Albion Hill and the real Bosworth siteAnd what of the visitor’s center the Leicestershire County Council built almost 2 miles away on Albion Hill complete with giant stone monument marking the putative spot of Richard’s death? The Albion Hill was in all likelihood still part of Bosworth history, probably as Richard’s camp on the eve of battle and as a thruway for his fleeing troops after the battle was lost.

Here’s a BBC video of the snow-covered battlefield site and the silver boar, and a nifty article focusing on farmer Alf Oliver’s perspective.

Ancient Rome & America

Eagle head, symbol of the Roman legionThat’s the title of an exhibit opening today at the National Constitution Center in Philadelphia. Created in partnership with Italy’s Ministry of Cultural Heritage & Activities and Contemporanea Progetti of Florence, this exhibit traces the connections between the myths, ideals, culture, government, military of the nascent US republic and the Roman Republic.

US eagle from cupola of Lynn AcademyThree hundred Ancient Roman and post-Revolutionary artifacts illustrate how much the founding of America owes to Rome, culturally and politically. There are items in the exhibit that I’ve never seen — like a bronze eagle from a standard of the Roman legions — and I grew up in Rome.

The new republic (from res publica, literally “public thing” or “public affair”) was a dangerous undertaking, Winterer says, and all parties knew it. “They examined Rome and its history as if it were a cadaver at an autopsy,” she says. “And they examined it closely. They asked: ‘What worked? What should we do? What mistakes should we avoid?’ ”

Grey says that “the founders deliberately appropriated images, themes and language from Rome to build up their self-image.” People had their portraits painted in Roman dress.

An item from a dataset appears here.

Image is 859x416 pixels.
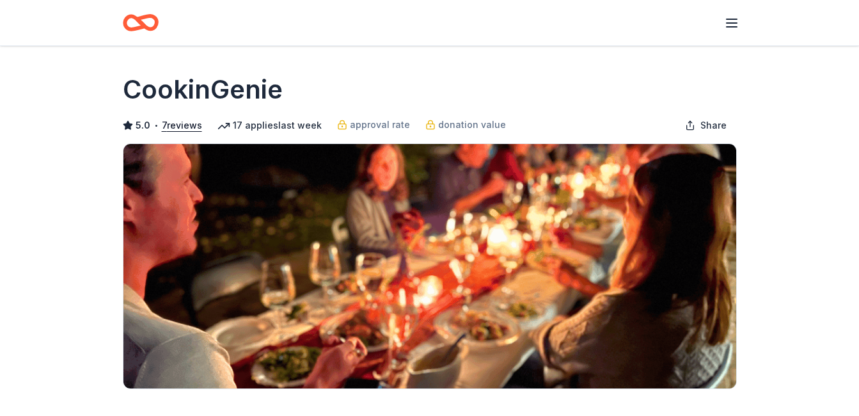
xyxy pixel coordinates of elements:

They aspired to the dignity and grandeur of the world’s most famous republic.

This is why you find so many delicious anachronisms in D.C. like a statue of George Washington half nekkid in a toga.

That cultural bond with ancient Rome continued for the first century of the United States’ life. Roman style informed US architecture, school curriculums, statuary, even the government itself with its elected representatives and a strong but revolving executive.

These links to Rome are so ubiquitous they’ve almost become white noise. The aim of this exhibit is to renew consciousness of the Roman roots of our Republic.

The exhibit is divided into three parts (like all of Gaul!). The first section is “Building a Republic” and looks at the beginnings of both the Roman and the American republics. Roman artifacts are displayed along with early (and even some contemporary) US artifacts, like Roman gladiator helmet juxtoposed with a helmet worn by Philadelphia Eagles receiver Harold Carmichael.

Gladiator helmet Harold Charmichael, receiver, Philadelphia Eagles

The second section, “A Classical Revival,” presents Roman arts and culture through Pompeiian artifacts and how they influenced American arts and culture. The third section is called “Expansion and Empire” and displays artifacts from the post-Republican empire that Rome became, comparing its growth to that of the United States from the original 13 colonies to the Manifest Destiny expansion across the continent.

The Constitution Center’s website has a nice overview of the exhibit. They call it a walkthrough but it’s not as comprehensive as the name suggests. Still, it gives a tantalizing glimpse into the artifacts on display.